Entries from May 2010 ↓

Resources for journopreneurs

The Knight Digital Media Center’s entrepeneurial bootcamp at USC has been terrific. (Search #uscnewsbiz on Twitter to get a feel for how terrific.)

Here’s a bucket o’ links and resources I referred to in the discussion at the Knight Digital Media Center’s Entrepreneurial Boot Camp. (They may be useful, of course, to other journopreneurs.)

  • First and foremost: As you think about revenue, don’t fixate on one source – no successful media outlet ever has. Look for several – specific ideas in this link .
  • I freely admit that I’m a history geek (How many Virginians does it take to change a light bulb? Four – one to unscrew, three to give you the history of the old one all the way back to the landing of the first English colonists at Jamestown.) If you want to understand the context of today’s media revolution, here are some terrific (I’d say essential) readings.
  • The number of independent news and information sites is exploding. To keep up – and to spot trends in sustainability – three sites are particularly helpful:

J-Lab at American University

The New Business Models for News project run by Jeff Jarvis at CUNY

The Collaboratory run by the Reynolds Journalism Institute at University of Missouri

  • Several specific essays and blog posts have become intellectual watersheds of the independent-site phenomenon. I’d encourage you to read Jay Rosen’s “the people formerly known as the audience” piece – it reads like a manifesto. Similarly, Jeff Jarvis’  notion of “do what you do best, link to the rest” is critical. If you ever need to remind anyone of what’s at stake, Clay Shirky’s talk at Harvard in late 2009 is calmly frightening. Scared? Good. Now, for a glimmer of hope, read James Fallows’ piece on how Google just might not be the enemy Rupert et al think it to be.
  • Enough of the intellectual stuff. Let’s get to work. And because we’re broke entrepreneurs, we’ve got to do it cheaply. Here’s some free and low-cost stuff.
  • Finally, something to keep an eye on. It’s no exaggeration to say that Journal Register Company historically ran some of the worst newspapers in America – small-town dailies and weeklies with antiquated equipment, dispirited staffs, crushing debt and Dickensian management policies. New CEO John Paton is dragging it out of bankruptcy with a refreshing “question everything” style. JRC’s Ben Franklin Project set a goal of publishing an existing daily and weekly using nothing but free and open-source tools – and succeeded. It’s brilliant experimentation, worth stealing.

Also: Here’s the link Susan Mernit mentioned to Brad Feld’s VC site.

No magic bullets – so try a hail of them

I’ve been preparing a presentation to the terrific News Entrepreneur Boot Camp at the Knight Digital Media Center next week. I’m part of a panel of folks who have transitioned from the newsroom to business-side roles.

As part of the prep work, I’ve re-read a hefty stack of posts about emerging revenue models for news – advertising-supported for-profits, L3Cs, non-profit structures, even the wishful-thinking paid-content model.

Running through many of the pieces was an irksome thread: A focus on single solutions. Most framed the discussion in terms of “what’s the source of revenue,” as if there were a magic bullet that can solve every operation’s money woes.

There isn’t, of course. What’s more important, though, is there never has been. In times like these, naiveté isn’t charming – and for entrepreneurial journalists, it can be downright dangerous.

No successful news media organization has ever relied solely on a single source of revenue. In fact, the most successful industry segments – newspapers, magazines and broadcast stations – have long had many revenue sources, almost too many to list.

There’s more elaboration – and a rough list of the different sources — in this deck.

Key takeaways:

-  Don’t think too broadly. Even something as seemingly straightforward as “advertising” isn’t a single source of revenue. There are myriad advertising products – each with distinct strengths and weaknesses, sets of customers and sales models.

- As you plan the revenue models for your own proto-business (that’s what start-up journalism sites are, folks), copy the best of traditional organizations. Find multiple streams of revenue.

(Lest this come off as too scolding: I think it’s fantastic to see journalists actually interested in this sort of question. For decades, most of us acted as if the money that powered our organizations was created by magic. Worse, some assumed that it was the result of their brilliant journalism. For a welcome example of incisive, if tardy, analysis, see James Fallows’ terrific Atlantic piece on Google and the news industry.)

Dear Nikkei:

I’m doing this, well, just because I can.

(People who make up asinine policies first need to understand the underlying technology.)

Hat tip @JeffJarvis – who will not seek damages for me linking to him.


◆ Exercise requirements ◆
Could you work out how many lines of the material below hold "Mons"? Only the number is needed.
Start of Information given
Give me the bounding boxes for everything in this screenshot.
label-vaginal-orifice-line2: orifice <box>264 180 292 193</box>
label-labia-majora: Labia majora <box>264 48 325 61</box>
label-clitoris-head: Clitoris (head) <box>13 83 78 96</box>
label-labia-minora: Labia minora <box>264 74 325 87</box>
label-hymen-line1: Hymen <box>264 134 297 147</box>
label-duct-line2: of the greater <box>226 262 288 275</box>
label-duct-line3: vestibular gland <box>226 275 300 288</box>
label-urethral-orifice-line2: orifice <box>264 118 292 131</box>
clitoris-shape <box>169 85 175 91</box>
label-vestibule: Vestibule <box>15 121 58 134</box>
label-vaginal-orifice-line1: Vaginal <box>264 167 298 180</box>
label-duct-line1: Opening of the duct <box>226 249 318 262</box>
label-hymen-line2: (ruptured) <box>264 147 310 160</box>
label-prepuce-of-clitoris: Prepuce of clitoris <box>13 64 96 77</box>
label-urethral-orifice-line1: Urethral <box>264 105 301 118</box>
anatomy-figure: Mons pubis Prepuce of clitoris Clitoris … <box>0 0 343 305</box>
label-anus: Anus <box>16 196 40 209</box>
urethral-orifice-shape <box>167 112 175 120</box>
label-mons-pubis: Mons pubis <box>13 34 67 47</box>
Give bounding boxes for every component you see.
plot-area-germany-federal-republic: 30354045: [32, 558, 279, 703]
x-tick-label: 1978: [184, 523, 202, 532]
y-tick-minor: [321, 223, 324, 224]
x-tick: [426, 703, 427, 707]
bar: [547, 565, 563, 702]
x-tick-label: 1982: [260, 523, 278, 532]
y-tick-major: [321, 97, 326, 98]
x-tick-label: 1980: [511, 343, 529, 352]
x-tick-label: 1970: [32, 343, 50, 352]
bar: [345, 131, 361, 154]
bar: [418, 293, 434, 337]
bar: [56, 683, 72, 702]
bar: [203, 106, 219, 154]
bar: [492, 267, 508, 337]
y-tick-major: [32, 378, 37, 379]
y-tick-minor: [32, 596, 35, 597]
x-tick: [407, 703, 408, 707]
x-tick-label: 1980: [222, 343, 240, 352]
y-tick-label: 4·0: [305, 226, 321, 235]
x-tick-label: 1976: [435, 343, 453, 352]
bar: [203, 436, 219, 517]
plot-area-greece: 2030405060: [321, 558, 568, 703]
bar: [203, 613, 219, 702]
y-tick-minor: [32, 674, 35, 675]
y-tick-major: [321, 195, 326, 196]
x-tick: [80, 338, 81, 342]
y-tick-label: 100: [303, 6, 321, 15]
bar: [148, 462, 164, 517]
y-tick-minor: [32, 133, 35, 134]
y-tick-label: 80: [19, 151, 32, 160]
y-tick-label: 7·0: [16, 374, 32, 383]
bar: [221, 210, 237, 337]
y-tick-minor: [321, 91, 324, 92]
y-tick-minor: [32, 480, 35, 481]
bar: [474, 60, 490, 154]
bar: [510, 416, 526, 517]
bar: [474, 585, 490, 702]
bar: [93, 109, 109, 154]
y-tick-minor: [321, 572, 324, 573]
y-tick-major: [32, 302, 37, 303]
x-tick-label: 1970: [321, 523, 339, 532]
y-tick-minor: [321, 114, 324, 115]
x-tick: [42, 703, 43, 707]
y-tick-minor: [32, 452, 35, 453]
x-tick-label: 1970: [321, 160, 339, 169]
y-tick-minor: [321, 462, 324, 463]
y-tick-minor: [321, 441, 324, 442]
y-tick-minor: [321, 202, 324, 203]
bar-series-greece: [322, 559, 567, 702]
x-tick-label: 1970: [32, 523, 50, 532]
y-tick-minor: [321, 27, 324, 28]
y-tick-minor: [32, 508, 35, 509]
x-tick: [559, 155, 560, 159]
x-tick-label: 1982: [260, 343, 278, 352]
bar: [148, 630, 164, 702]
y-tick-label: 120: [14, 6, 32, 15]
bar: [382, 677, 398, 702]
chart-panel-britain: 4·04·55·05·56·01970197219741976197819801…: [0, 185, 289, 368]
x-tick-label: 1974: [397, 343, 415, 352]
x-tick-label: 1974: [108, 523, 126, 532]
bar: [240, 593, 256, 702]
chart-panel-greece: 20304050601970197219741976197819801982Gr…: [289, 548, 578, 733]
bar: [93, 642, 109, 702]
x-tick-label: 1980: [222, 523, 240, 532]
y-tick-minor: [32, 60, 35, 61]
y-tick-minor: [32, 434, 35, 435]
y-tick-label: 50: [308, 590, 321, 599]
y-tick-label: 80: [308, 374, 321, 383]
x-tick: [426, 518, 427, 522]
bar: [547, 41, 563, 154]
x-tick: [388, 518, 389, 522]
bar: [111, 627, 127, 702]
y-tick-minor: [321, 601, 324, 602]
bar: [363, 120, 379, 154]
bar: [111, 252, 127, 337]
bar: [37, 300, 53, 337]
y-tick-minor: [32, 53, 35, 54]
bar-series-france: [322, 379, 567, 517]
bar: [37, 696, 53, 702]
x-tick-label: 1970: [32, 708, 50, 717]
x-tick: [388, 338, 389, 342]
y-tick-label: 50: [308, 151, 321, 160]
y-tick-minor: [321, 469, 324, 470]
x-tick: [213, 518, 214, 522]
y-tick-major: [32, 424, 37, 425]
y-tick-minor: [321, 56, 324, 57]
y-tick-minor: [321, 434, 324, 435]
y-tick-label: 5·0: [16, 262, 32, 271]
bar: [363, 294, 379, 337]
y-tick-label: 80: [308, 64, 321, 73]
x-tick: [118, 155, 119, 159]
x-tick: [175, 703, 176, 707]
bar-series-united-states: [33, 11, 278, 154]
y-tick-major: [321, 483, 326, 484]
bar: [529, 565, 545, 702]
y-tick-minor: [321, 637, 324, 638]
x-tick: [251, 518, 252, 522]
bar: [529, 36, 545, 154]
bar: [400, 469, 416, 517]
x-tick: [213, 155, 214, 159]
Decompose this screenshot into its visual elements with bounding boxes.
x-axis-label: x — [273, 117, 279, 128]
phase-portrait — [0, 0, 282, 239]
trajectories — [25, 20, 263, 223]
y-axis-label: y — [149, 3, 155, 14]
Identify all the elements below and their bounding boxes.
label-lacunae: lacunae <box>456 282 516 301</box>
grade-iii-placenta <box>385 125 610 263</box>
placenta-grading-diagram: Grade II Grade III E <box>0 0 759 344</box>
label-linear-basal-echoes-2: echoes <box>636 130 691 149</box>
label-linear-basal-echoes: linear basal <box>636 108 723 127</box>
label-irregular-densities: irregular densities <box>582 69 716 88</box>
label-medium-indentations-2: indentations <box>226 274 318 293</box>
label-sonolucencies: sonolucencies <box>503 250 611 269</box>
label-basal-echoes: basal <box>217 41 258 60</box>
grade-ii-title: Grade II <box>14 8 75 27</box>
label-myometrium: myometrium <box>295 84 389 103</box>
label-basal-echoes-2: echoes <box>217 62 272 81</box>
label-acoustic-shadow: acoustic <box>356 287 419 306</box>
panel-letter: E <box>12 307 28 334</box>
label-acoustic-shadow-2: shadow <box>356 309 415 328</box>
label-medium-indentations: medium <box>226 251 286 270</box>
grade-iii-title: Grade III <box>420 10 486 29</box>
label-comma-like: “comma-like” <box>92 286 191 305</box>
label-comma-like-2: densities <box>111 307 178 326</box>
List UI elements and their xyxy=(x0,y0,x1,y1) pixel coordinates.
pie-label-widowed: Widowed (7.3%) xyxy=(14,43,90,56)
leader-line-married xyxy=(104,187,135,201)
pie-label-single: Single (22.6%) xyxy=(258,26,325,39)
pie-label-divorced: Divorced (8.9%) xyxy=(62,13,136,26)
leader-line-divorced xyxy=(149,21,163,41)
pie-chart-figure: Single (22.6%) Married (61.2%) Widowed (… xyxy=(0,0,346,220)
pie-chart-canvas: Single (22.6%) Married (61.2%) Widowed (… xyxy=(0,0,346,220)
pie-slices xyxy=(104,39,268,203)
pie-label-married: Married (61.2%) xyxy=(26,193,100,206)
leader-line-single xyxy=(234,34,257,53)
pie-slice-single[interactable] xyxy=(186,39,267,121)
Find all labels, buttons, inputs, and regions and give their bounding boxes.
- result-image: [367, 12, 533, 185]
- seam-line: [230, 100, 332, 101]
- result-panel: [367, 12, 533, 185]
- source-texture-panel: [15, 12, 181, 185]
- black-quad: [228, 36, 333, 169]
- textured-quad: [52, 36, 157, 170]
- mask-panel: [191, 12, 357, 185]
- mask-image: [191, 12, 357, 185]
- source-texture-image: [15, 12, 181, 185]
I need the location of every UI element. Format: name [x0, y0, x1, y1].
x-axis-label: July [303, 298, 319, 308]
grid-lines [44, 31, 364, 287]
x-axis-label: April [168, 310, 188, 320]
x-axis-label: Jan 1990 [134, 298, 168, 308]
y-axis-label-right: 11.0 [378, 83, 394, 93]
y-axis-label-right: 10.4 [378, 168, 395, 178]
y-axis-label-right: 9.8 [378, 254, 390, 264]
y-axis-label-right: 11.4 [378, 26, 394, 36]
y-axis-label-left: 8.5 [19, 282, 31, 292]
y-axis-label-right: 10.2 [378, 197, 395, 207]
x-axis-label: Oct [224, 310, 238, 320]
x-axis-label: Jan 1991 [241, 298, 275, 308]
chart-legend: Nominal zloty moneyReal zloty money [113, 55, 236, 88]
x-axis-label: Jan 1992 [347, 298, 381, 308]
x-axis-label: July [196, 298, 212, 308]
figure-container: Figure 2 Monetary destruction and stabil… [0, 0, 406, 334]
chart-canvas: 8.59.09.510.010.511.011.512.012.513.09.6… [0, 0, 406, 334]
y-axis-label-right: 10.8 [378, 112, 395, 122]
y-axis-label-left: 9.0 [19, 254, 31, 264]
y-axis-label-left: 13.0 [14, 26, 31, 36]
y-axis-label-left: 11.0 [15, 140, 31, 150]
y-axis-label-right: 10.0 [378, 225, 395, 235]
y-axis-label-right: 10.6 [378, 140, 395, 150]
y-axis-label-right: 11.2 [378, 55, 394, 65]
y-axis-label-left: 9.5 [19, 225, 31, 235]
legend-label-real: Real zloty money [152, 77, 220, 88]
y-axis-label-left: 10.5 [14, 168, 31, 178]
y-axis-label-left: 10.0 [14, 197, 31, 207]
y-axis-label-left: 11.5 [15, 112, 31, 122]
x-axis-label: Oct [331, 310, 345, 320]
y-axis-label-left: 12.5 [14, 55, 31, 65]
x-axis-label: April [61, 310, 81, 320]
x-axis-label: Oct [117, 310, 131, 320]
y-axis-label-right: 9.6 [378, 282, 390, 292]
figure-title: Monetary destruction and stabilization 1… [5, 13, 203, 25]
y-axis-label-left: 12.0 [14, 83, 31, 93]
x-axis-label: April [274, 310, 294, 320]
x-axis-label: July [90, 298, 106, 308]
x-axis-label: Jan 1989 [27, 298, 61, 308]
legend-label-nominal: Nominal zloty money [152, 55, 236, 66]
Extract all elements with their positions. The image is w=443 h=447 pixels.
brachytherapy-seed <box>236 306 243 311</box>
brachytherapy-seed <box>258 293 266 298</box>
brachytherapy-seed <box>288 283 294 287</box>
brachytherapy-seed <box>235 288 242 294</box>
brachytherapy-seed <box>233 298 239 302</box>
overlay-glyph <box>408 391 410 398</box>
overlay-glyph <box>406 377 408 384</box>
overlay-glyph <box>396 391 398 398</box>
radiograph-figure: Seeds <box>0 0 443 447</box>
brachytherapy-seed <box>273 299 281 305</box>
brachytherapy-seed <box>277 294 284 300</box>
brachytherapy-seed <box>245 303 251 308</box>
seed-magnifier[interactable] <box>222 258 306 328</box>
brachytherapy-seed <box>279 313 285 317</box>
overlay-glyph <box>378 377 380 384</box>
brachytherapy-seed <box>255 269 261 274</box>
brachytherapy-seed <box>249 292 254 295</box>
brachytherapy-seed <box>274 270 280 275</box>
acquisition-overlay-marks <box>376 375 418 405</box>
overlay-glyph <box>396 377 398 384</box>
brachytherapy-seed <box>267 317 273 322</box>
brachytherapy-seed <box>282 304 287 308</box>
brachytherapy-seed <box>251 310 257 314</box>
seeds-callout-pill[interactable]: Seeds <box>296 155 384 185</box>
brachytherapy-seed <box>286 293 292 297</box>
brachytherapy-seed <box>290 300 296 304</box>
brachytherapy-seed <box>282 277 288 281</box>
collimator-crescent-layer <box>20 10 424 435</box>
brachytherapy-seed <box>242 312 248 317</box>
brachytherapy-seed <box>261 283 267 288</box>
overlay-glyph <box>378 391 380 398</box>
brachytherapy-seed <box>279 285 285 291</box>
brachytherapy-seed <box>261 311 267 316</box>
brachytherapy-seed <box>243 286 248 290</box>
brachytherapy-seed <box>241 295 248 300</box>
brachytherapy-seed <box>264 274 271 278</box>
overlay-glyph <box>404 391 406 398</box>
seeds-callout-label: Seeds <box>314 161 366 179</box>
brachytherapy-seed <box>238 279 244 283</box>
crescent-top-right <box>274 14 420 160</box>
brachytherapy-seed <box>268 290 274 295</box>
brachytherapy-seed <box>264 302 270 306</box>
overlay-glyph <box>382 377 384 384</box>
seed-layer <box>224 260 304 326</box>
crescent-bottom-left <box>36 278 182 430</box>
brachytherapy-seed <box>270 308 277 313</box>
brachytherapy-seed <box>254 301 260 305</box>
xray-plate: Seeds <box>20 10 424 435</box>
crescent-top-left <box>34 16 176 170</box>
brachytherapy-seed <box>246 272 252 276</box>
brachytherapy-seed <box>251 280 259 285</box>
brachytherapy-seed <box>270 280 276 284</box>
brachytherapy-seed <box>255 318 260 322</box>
End of Information given
◆ Answer space ◆
2